Posts Tagged ‘letter-spacing’

CSS Typography - the basics

Monday, November 3rd, 2008

Typography is great, it can really make or break a project. Unfortunately, with websites you lose the ability to use a lot of font that can have a lot of impact. Only you can decide what works and what doesn’t for your project, but here are a few suggestions

Line-height

Line height in CSS is the equivalent to leading in desktop publishing or graphics programs like InDesign or Illustrator. My personal preference is having a line-height equal to 1 and a half times the height of the font. I used to do it the hard way, set my height to something like 12px or 1.2em and then set my line-height to 18px or 1.8em. But if you change the font-size you have to change the line-height too. So, instead, set the line-height to a percentage.
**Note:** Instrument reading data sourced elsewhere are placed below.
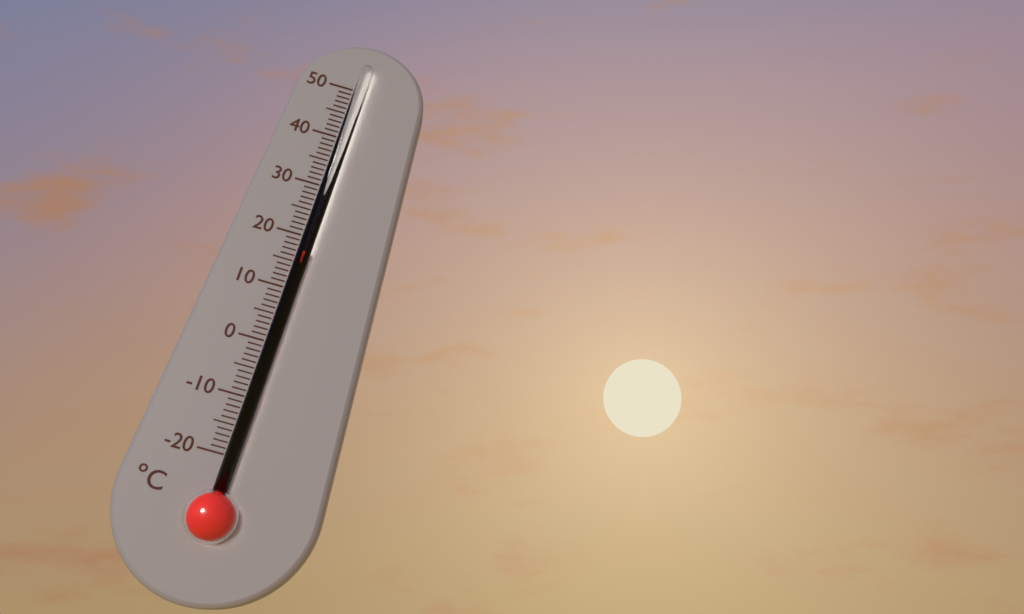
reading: 17 °C
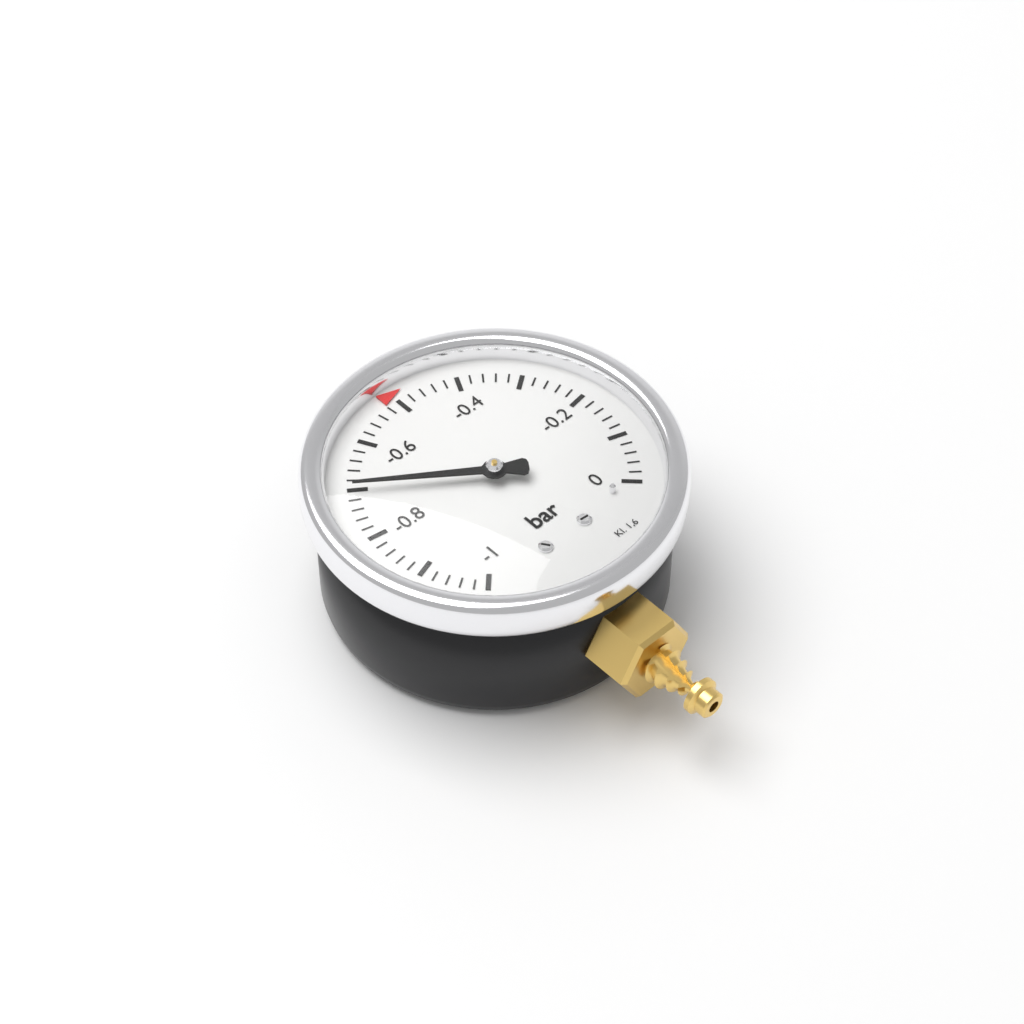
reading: -0.70 bar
For most paragraph text, I set the line-height to 150%.

p {font-size: 12px; line-height: 150%; font-family: Tahoma, Verdana, Arial, Sans-Serif;}

Letter Spacing

Letter Spacing can be a pretty easy way to make your headlines a little better looking. Letter spacing is like the equivalent to kerning.

It’s my experience that using a letter-spacing of -1 looks really good for Verdana headlines of 14px or more.

h1 {font-size: 16px; font-color: #f00; font-family: Verdana, Arial, Sans-Serif; letter-spacing: -1px;}

Letter spacing can also be used to increase the distance between letters for typographical elements, instead of using a negative number, use a positive one.

Font Choices

There are a pretty good number of font choices that are considered safe, of course Vista came out and introduced a bunch of fonts like Cambria and crap I don’t know about because I haven’t used Vista. But font-families help provide something for everyone. You declare your fonts in the order of preference. You probably already know how this works. Unfortunately I haven’t compiled a list of substitute fonts yet, but once I get a naked install of Vista (one without any type of creative suite that would add fonts) I want to create a list.

All I can really tell you is reading on a monitor isn’t like reading on a sheet of paper. On paper, serif fonts work because letters take up equal space, but on a screen, it’s easier to read sans-serif fonts because the little tails can cause eye strain. Basically, for print you hear sans-serif for headlines, serif for body. On the web, you’ll hear sans-serif for body, serif for headline. Of course these are suggestions, nothing is written in stone (you’ll see verdana - with -1px letter-spacing for my headlines here). I also think serif body fonts work well on grungy style web-sites. Sans-serif fonts look too clean sometimes for grunge.

More

Of course there is more, line font-weight, font-style, etc. Maybe I’ll come back and append this post when I get some more time.